10 months ago

Is this a trigger warning I see before me?

The best of Voices delivered to your inbox every week - from controversial columns to expert analysis Sign up for our free weekly Voices newsletter for expert opinion and columns Sign up to our free weekly Voices newsletter SIGN UP I would like to be emailed about offers, events and updates from The Independent. I can see why they exist, but if you’re that sensitive, don’t go to the theatre.” Sir Ian McKellen – himself currently starring as Falstaff in a fat suit, in a West End production – has called trigger warnings in theatres “ludicrous”, adding: “I quite like to be surprised by loud noises and outrageous behaviour on stage.” Certainly, trigger warnings have become so silly of late to have rendered the very thing redundant. Now, anything that might leave your average grievance Olympian literally shaking – I’ve heard of pre-performance apologies being made for strong language, dated attitudes, discussions of bereavement, on-stage smoking, “weapons, including knives”, “distressing scenes of music, family and romance” and even “theatrical fog” – is worthy of a warning. For his part, Fiennes wondered if today’s audiences have gone soft: “Shakespeare’s plays are full of murder and full of horror,” he told the BBC’s Laura Kuenssberg, “and as a young student and lover of the theatre, I never experienced trigger warnings like: ‘Oh, by the way, in King Lear, Gloucester’s going to have his eyes pulled out.’” The 61-year-old actor has made a career out of characters who slowly, quietly unsettle his audiences – in Schindler’s List, playing a commandant who used concentration camp prisoners for target practice; as the unassuming serial killer in The Silence of the Lambs prequel Red Dragon. Of course, the trigger warning habit has germinated in academia – on university courses that warn adult undergraduates that the novels of Jane Austen contain “toxic relationships and friendships”, that Robert Louis Stephenson’s novel Kidnapped includes scenes of abduction, and that the classic children’s bedtime story Peter Pan might prove “emotionally challenging”.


Tell how many lines of the material below hold "bottom". The reply is that number alone.

↓↓↓

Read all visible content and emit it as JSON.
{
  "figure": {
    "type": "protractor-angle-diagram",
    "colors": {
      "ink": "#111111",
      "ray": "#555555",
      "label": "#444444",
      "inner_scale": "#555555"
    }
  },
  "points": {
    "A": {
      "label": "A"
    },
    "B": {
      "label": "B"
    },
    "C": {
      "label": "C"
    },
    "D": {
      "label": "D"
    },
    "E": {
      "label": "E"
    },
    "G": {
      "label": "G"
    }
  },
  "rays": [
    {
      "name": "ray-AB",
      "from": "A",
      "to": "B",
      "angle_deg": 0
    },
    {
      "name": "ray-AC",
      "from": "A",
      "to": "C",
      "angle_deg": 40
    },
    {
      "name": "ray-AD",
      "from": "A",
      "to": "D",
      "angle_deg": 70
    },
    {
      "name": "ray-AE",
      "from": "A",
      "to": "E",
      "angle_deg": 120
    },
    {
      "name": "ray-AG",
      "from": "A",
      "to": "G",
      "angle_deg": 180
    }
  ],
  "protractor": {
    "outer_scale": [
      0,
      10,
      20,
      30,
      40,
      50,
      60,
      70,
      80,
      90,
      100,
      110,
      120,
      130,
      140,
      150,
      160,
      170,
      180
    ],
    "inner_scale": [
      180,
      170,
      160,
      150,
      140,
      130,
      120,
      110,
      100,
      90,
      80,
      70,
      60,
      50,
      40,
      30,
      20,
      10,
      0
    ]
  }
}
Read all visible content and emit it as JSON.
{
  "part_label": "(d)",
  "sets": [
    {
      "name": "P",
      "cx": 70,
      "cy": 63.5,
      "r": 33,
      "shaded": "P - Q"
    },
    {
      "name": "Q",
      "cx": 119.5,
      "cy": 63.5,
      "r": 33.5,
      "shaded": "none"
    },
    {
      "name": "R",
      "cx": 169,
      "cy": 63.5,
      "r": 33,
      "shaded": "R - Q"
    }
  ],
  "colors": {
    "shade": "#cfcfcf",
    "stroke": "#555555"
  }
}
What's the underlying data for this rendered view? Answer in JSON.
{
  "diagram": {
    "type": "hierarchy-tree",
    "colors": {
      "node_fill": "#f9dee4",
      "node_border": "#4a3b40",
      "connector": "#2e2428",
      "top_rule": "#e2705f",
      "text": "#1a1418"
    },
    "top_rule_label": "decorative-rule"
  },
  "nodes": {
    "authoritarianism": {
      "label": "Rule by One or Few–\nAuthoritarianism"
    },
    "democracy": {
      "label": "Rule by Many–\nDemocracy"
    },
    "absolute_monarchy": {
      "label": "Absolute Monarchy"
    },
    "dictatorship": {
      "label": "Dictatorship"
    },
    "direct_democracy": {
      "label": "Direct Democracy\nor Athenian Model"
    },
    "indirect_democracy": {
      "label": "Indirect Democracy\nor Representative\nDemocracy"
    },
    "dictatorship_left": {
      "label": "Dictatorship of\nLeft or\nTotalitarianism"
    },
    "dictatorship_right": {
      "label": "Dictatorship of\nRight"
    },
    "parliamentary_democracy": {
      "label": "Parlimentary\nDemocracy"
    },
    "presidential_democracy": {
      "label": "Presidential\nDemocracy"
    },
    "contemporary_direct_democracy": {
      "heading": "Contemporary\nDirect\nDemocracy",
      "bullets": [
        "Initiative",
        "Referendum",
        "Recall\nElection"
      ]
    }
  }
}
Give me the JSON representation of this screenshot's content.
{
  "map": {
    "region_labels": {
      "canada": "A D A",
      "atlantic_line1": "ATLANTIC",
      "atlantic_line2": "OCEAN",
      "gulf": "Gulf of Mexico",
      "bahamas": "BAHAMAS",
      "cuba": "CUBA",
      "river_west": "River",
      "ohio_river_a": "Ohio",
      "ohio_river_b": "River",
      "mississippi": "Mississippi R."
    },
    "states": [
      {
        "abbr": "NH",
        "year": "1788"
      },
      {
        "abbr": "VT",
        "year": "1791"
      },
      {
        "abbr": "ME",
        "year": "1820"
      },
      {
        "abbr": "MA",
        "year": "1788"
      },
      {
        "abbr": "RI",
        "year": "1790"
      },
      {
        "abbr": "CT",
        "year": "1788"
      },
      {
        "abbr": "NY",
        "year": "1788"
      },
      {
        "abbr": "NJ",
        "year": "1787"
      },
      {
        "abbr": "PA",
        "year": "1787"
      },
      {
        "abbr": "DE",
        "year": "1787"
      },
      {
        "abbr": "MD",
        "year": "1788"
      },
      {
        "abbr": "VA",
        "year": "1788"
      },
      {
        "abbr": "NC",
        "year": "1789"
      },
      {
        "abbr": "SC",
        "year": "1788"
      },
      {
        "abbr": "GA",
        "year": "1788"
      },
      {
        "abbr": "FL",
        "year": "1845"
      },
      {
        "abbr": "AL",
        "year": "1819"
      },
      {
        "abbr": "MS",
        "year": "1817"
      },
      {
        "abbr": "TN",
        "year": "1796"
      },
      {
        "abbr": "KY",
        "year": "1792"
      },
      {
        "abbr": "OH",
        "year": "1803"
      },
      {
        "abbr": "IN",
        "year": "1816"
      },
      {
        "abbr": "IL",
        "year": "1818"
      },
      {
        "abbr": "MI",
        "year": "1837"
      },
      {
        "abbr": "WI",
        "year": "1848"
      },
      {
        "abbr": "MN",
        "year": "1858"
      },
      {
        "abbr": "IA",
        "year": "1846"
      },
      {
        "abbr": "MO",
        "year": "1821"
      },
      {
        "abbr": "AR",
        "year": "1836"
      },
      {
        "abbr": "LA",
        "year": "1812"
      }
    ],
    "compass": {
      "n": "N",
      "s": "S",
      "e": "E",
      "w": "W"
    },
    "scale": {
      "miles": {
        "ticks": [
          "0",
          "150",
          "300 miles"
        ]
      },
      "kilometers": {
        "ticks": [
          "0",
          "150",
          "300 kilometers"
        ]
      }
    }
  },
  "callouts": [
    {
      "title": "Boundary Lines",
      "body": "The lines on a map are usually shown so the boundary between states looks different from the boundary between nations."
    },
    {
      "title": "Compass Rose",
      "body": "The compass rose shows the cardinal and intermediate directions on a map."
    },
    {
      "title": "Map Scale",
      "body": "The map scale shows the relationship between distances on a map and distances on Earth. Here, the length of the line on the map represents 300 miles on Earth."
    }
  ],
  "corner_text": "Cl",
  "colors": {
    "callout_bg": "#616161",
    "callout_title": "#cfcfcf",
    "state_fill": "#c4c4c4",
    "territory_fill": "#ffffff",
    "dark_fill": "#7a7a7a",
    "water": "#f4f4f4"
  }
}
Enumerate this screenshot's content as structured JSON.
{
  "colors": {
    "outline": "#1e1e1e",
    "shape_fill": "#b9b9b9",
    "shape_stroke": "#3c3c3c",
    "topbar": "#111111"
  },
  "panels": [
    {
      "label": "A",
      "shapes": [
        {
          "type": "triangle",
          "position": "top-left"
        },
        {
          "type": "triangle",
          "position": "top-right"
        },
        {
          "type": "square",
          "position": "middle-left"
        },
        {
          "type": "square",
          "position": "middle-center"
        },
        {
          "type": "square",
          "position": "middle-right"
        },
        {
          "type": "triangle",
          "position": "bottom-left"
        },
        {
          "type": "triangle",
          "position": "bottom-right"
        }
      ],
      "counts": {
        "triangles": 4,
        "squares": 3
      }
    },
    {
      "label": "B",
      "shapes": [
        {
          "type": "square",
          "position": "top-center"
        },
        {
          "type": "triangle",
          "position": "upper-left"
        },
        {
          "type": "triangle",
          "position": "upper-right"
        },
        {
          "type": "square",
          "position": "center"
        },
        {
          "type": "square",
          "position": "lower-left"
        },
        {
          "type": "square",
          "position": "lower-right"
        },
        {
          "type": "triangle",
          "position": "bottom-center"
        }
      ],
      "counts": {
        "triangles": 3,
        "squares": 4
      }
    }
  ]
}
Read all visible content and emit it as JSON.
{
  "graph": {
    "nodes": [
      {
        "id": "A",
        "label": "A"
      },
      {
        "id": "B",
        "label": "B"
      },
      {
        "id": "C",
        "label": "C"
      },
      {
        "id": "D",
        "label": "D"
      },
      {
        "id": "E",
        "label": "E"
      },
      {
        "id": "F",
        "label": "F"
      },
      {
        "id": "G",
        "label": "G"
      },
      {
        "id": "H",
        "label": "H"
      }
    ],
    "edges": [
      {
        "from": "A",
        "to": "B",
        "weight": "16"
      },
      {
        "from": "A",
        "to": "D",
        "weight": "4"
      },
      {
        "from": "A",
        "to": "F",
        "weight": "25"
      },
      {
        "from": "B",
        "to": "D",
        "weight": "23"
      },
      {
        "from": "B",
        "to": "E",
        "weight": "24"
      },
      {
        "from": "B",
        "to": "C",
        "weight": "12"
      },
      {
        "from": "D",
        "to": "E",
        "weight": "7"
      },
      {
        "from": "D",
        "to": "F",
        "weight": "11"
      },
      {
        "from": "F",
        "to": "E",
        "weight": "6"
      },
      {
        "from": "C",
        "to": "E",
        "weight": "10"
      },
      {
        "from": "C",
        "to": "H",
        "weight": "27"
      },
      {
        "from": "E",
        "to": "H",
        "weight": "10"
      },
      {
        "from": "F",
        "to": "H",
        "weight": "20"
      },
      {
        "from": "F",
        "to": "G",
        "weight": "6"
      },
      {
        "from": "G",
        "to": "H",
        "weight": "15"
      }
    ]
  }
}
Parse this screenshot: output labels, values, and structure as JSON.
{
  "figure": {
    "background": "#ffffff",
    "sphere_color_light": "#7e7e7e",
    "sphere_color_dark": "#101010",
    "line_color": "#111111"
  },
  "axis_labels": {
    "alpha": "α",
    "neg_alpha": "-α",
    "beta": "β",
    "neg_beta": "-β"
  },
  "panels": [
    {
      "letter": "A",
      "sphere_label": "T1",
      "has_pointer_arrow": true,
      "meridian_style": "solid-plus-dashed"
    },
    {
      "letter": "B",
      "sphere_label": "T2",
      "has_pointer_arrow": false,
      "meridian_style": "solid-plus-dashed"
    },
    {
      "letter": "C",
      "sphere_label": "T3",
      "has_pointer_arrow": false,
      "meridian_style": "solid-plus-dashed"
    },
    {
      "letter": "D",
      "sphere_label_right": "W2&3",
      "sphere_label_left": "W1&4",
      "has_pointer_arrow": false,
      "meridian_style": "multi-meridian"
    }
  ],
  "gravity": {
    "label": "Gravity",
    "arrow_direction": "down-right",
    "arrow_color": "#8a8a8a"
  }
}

↑↑↑

= The answer =
3